Inspired by the Telegraph http://ow.ly/9drgr image source Carrentals http://ow.ly/9dqWj

Officials with the Notre Dame de Lourdes, confirmed many thousands of Roman Catholic worshippers were evacuated from Lourdes in southwest France after a bomb threat. Benjamin Foussier, spokesman for the shrine stated the people calmly evacuated the site.  A Police bomb squad searched the area, but didn’t confirm the credibility of the threat, nor whether it found anything.

Popular Culture Arts | Ian Bunn Visual Artist

My digital art work is essentially politics and art. It’s about iconic people, places and events of our day.  Recorded visually through daily compilations of manipulated digital images, posted online and disseminated via online media and social networks. The works are diaristic in nature that metaphorically record a spectator’s experience of the contemporary digital age.  The resulting work intentionally has a painterly aesthetic acknowledging my historical painting practice.

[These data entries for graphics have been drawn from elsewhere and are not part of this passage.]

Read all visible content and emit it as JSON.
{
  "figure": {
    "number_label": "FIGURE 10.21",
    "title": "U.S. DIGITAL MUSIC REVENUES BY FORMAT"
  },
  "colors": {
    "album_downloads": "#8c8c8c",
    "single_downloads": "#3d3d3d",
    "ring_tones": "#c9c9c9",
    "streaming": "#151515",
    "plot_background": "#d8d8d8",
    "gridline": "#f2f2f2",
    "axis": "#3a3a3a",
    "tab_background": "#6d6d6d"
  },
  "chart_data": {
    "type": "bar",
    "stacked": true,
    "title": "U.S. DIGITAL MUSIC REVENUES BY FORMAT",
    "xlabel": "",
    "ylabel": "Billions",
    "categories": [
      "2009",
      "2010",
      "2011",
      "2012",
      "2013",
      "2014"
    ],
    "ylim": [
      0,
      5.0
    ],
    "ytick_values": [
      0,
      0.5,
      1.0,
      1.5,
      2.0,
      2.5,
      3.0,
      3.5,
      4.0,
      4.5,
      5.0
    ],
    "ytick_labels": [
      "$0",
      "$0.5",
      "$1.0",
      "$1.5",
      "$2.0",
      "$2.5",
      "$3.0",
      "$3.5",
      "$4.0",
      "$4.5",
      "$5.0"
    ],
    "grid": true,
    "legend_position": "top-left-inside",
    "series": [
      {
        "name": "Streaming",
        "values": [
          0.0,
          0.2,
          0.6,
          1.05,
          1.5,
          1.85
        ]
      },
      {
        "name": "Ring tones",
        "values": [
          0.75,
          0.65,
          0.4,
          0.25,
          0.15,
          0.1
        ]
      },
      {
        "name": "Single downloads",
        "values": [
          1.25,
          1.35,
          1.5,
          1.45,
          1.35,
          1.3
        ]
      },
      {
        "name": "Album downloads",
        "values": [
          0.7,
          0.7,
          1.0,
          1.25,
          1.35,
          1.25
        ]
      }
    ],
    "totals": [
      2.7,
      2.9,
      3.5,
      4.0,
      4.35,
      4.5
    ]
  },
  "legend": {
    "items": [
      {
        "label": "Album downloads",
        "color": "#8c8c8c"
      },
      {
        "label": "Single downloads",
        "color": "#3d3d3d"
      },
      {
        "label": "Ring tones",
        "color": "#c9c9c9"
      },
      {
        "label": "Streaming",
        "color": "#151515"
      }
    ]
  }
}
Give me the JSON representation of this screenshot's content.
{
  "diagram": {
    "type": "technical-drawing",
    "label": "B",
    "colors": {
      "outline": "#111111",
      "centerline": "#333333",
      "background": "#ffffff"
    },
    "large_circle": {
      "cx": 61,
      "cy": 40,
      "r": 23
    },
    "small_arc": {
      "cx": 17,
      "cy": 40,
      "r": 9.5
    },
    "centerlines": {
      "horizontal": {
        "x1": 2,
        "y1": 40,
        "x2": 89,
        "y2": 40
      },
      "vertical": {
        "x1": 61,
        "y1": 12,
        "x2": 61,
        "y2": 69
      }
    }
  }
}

Adapting Pop Art’s notion of mass media imagery into a context of the contemporary digital age, the work draws on a myriad points of reference. Utilizing fractured images to provide an allusion to the digital noise pounding away daily into our sub consciousness.  The work is essentially popular culture arts, diverging from the traditional Pop Art notion of a pronounced repetition of a consumer icon, instead this work focuses on the deluge of contemporary digital content. The compilation of the fragmented imagery is vividly distractive, not unlike cable surfing or a jaunt through Times Square.

This digital photo manipulation art work is premised on the basis that Pop art in its beginnings, freeze-framed what consumers of popular culture experienced into iconic visual abstractions. With the advent of the techno age, visual information circulates in such quantities, so rapidly and exponentially, that to comprehend a fraction of it all becomes a kind of production process in itself.  Hence this work considers fragmented elements of Popular Culture through an artistic and conceptual exploration of specific people and events of the day.